Glenmorangie Signet, and the price of design
Three retailers price Signet between €166 and €239. Our cost-floor plus quality grade puts the intrinsic value at around €77. The remaining two-thirds reflects everything else a Glenmorangie flagship buyer is paying for — bottle, packaging, marketing, brand position. We describe the gap; the decision to pay for it is yours.
Glenmorangie Signet is the bottle most likely to be photographed for a glossy gift guide. The bottle is heavy and frosted. The carton is matte black with a wax seal. The story inside the carton talks about a “chocolate malt,” roasted heavily enough that you cannot make a sensible whisky entirely from it, blended into the spirit alongside more conventional malted barley. The result is a sweet, espresso-leaning Highland that reviewers like more than they like most NAS releases.
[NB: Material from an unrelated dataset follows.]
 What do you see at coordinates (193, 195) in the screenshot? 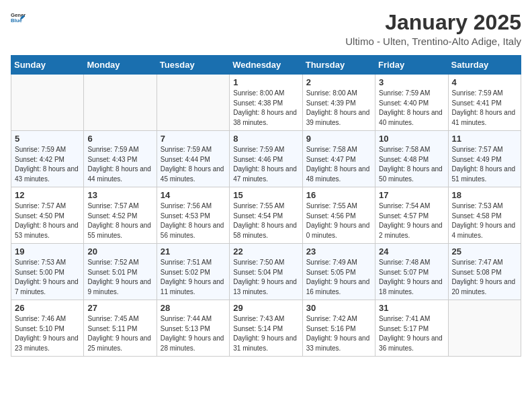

Our model thinks the liquid in that heavy bottle is worth around seventy-seven euros. Three retailers across two countries currently price it between one hundred and sixty-six and two hundred and thirty-nine euros. The cheapest of those is The Whisky Shop in the UK; converted to euros it lands close to two hundred and thirty-nine. The middle price sits at two hundred and twenty euros at whisky.fr. Even the best price on offer is more than twice what we think the spirit costs to make and what the reviews would justify pricing it at.
The defence Glenmorangie would make is that Signet was never meant to be priced like a standard expression. It is a flagship. It is the heavy bottle. It is the wax seal. The chocolate-malt distillation is real and not cheap to run. None of that is unreasonable. Two-thirds of the price is not in the liquid by our model; whether the bottle, the seal, the positioning, and the chocolate-malt story justify that is a personal weighting.
A useful comparison for any flagship NAS sold above two hundred euros: ask what the same money buys with an age statement. At two hundred euros you can buy a Highland Park 18 with change. Different liquid, different story. Whether the trade is right depends on what you are buying it for — the contents, the bottle, the gift, the heritage, the collection. The math is the math; the choice is yours.
If you spot Signet under one hundred and twenty euros somewhere, that is a different conversation. Tell us where.